One of the (many) things I love about whisky is the great profusion of choice we have, at this particular special moment in time. As you already know if you’re a devotee, the whisky market is in a kind of a golden age; more and more people are falling under its spell, and so sales are climbing and the range of whiskies available has probably never been greater.
Standard distillery bottlings are where most people start with whisky; they’re widely available, often affordable and generally of consistent high quality. However some (not all, but many) make concessions to the mass-market; they’ll chill-filter a whisky to avoid some unsightly clouding, or add caramel to make the spirit a more appealing colour for the store shelf. The spirit may be watered down to a set alcohol strength. In addition, without exception these standard bottlings are blended from many different casks to maintain a consistent flavour profile. This is essential for a distillery’s main product lines which the consumer can pick up from month to month, and year to year, and be assured that his whisky will taste just like that last bottle they loved. However the romantic notion of tasting a spirit “straight from the warehouse” is lost, or at least obscured, by all of these processes.
Luckily for the consumer looking for a more “pure” experience, alternatives do exist. Independent bottlers have an entirely different marketing strategy to the distillers; rather than keeping a bottling consistent over time, they commonly make their market in quality and novelty. A typical independent will buy a cask from a distillery, after which they may refill the maturing spirit into their own wood or simply let time take its course with the original cask. But the best part of the process happens before they bottle it, and that is often – nothing! Nothing added to the whisky for colouring or to reduce the natural strength; no chill filtering; no blending. (I imagine the whisky is still put through a coarse filter to stop you finding little chunks of wood, charcoal and who knows what else in it; it’s just not CHILL-filtered).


DIRECTIONS FOR THIS TASK
Look through the entries for the string "Service", and copy each line that holds it.

RECORDS TO USE

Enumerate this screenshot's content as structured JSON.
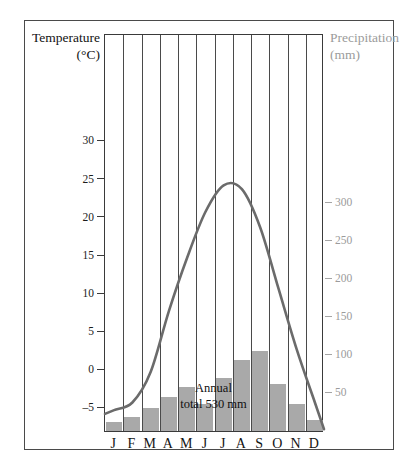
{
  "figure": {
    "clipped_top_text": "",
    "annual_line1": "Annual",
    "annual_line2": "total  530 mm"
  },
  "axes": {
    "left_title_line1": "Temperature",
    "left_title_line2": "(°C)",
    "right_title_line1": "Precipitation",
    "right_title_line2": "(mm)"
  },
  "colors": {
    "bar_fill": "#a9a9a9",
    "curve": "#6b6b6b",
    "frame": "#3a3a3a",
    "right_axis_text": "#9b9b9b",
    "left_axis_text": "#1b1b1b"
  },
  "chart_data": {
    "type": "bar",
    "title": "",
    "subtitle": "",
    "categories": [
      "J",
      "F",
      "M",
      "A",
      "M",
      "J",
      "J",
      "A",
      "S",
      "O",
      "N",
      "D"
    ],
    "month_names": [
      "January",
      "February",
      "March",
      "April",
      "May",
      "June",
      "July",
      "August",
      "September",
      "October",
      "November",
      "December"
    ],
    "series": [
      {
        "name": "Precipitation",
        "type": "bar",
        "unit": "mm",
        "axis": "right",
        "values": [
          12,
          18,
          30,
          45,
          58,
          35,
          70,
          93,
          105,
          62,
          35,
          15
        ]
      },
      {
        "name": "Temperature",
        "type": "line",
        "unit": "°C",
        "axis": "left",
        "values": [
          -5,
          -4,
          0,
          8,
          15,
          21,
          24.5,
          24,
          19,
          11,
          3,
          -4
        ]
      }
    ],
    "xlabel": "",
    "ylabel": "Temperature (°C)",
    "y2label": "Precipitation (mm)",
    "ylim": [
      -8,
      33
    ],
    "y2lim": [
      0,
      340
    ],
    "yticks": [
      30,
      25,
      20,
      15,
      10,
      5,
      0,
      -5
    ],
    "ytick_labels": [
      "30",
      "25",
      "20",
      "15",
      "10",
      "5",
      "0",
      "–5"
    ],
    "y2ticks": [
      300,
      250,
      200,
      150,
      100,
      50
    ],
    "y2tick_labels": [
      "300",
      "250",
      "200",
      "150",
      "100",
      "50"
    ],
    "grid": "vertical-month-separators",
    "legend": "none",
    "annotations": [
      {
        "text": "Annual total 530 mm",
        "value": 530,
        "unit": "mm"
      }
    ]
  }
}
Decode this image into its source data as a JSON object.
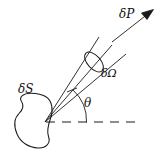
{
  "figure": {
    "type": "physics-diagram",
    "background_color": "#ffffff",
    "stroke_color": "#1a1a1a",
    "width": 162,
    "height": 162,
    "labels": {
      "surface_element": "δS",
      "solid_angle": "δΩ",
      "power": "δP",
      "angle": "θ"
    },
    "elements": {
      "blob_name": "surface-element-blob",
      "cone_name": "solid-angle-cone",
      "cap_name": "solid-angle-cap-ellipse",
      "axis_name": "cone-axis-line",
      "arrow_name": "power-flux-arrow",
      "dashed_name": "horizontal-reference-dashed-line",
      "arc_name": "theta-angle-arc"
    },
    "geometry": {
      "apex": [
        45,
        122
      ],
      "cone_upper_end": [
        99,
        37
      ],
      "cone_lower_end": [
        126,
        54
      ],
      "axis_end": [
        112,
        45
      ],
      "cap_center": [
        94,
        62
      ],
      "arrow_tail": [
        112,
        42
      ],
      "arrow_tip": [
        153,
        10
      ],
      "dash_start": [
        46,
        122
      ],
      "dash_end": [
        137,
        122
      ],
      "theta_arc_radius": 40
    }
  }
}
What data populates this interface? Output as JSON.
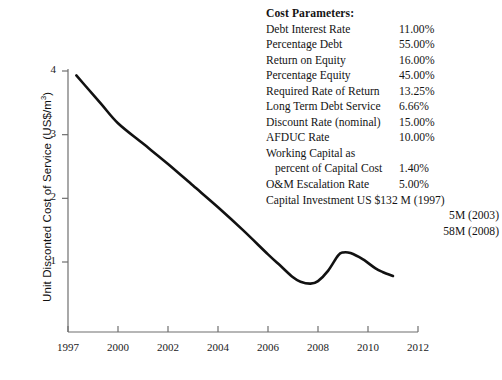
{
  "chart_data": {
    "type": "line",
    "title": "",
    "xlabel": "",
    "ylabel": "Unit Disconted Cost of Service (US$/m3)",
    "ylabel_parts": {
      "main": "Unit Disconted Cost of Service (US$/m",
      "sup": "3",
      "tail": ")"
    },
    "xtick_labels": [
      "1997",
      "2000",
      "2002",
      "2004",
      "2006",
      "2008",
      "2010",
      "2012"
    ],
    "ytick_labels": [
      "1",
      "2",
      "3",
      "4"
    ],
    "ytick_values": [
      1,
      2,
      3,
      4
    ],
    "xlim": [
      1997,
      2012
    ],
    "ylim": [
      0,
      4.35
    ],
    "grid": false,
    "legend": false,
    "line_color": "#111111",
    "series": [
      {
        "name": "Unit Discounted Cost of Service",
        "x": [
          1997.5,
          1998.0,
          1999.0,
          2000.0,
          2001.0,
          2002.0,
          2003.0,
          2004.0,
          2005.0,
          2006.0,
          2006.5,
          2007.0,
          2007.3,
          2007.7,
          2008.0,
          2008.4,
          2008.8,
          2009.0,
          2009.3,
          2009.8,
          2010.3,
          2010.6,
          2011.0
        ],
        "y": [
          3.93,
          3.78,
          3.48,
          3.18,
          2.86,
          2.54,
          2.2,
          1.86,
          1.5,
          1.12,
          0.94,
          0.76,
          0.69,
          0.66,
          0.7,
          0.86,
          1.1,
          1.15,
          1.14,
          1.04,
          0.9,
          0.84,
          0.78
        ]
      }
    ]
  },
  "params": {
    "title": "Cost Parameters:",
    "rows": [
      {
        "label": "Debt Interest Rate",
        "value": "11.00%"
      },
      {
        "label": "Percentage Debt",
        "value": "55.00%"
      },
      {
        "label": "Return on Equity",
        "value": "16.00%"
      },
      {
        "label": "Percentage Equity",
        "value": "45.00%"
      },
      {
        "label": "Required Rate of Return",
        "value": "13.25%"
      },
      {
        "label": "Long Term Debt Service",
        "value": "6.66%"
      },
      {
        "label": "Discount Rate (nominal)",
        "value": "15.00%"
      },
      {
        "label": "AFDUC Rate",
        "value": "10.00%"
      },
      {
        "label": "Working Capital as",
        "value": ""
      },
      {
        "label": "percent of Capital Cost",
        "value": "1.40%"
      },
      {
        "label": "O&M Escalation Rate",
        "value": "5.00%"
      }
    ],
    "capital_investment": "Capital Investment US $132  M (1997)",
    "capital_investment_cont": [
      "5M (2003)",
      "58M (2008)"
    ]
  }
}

---

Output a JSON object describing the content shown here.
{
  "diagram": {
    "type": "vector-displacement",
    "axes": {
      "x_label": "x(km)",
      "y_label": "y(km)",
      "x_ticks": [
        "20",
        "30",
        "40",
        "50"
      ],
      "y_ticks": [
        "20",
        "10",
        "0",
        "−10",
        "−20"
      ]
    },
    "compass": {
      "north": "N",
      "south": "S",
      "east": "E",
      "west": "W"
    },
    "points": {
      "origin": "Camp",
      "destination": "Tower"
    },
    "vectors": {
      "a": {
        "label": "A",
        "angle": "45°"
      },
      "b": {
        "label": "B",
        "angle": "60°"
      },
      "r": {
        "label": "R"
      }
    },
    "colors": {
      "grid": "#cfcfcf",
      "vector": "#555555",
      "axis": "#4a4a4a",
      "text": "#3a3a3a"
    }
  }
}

...

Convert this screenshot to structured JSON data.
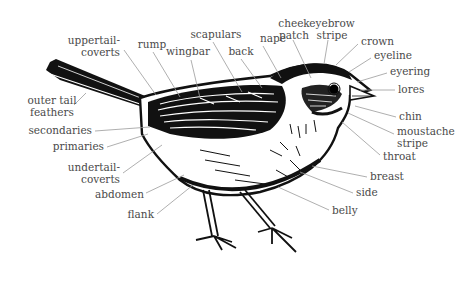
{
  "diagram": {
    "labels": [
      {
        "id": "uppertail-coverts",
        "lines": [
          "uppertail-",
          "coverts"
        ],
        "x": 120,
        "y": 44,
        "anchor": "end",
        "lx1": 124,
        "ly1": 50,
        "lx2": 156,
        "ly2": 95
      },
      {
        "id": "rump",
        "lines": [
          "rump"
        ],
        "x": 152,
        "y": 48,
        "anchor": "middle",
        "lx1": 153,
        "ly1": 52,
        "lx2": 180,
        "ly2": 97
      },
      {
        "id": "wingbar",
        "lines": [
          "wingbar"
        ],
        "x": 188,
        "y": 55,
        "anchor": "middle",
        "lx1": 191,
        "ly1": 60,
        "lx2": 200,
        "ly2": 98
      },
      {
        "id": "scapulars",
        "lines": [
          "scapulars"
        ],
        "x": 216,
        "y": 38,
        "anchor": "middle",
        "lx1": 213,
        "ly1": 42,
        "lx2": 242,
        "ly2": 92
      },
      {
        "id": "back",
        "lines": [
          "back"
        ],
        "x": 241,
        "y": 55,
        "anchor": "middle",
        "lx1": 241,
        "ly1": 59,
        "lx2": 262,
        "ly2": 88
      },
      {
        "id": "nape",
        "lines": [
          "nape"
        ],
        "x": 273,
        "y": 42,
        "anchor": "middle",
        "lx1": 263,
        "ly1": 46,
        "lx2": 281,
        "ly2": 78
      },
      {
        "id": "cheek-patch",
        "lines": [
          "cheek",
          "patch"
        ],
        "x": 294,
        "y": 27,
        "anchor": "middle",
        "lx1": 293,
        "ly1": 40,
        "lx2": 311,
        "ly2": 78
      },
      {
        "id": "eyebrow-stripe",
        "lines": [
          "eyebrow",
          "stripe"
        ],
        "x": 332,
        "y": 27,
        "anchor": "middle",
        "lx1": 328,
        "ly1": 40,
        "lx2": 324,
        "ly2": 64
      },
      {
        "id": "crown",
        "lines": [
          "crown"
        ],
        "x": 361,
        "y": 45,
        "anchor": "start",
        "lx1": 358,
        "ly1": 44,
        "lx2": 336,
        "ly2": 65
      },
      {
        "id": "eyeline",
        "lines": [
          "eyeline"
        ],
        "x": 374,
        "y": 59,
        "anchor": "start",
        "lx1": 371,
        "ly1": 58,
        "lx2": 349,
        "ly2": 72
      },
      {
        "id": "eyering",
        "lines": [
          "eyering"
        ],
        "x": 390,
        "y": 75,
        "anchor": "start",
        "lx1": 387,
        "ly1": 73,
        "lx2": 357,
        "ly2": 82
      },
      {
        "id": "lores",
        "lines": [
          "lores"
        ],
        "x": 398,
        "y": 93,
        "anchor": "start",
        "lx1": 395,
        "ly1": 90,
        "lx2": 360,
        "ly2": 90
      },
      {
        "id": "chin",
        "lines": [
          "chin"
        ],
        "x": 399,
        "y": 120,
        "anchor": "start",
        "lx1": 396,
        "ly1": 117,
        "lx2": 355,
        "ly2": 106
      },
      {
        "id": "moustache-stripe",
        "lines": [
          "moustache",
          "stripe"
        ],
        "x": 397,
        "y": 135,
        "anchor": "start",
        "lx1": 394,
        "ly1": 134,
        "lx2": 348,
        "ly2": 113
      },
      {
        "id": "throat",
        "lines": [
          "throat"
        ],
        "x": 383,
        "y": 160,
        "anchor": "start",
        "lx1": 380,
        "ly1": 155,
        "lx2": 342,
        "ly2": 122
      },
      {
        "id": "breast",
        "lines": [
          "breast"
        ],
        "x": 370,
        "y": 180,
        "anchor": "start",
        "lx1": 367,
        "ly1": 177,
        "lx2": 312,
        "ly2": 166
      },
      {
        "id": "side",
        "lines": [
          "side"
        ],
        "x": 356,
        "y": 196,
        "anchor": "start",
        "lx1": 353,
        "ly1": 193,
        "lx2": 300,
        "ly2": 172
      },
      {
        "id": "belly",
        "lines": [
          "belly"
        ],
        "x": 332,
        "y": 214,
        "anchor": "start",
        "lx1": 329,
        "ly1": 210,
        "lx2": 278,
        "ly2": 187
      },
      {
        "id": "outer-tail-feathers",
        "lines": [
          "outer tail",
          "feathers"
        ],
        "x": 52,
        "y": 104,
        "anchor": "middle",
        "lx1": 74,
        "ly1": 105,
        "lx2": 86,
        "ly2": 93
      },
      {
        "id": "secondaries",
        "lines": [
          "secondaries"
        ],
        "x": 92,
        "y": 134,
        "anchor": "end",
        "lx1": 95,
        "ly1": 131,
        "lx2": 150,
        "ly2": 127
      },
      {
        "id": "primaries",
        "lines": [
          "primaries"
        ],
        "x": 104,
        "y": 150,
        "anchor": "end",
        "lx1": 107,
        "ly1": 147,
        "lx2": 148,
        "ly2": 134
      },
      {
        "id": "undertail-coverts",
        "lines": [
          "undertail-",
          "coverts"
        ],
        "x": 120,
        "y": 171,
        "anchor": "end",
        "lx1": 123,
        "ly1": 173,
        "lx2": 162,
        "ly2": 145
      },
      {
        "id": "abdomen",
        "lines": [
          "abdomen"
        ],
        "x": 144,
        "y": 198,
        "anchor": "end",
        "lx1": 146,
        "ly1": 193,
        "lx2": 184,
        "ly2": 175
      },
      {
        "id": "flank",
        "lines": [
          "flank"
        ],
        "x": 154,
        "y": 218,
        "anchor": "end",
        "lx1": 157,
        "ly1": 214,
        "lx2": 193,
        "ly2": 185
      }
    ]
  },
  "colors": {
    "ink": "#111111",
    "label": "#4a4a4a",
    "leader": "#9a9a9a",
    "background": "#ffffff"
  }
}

ANSWER FOR THE TASK
    "ylabel": "Unit Disconted Cost of Service (US$/m3)",
      "main": "Unit Disconted Cost of Service (US$/m",
        "name": "Unit Discounted Cost of Service",
        "label": "Long Term Debt Service",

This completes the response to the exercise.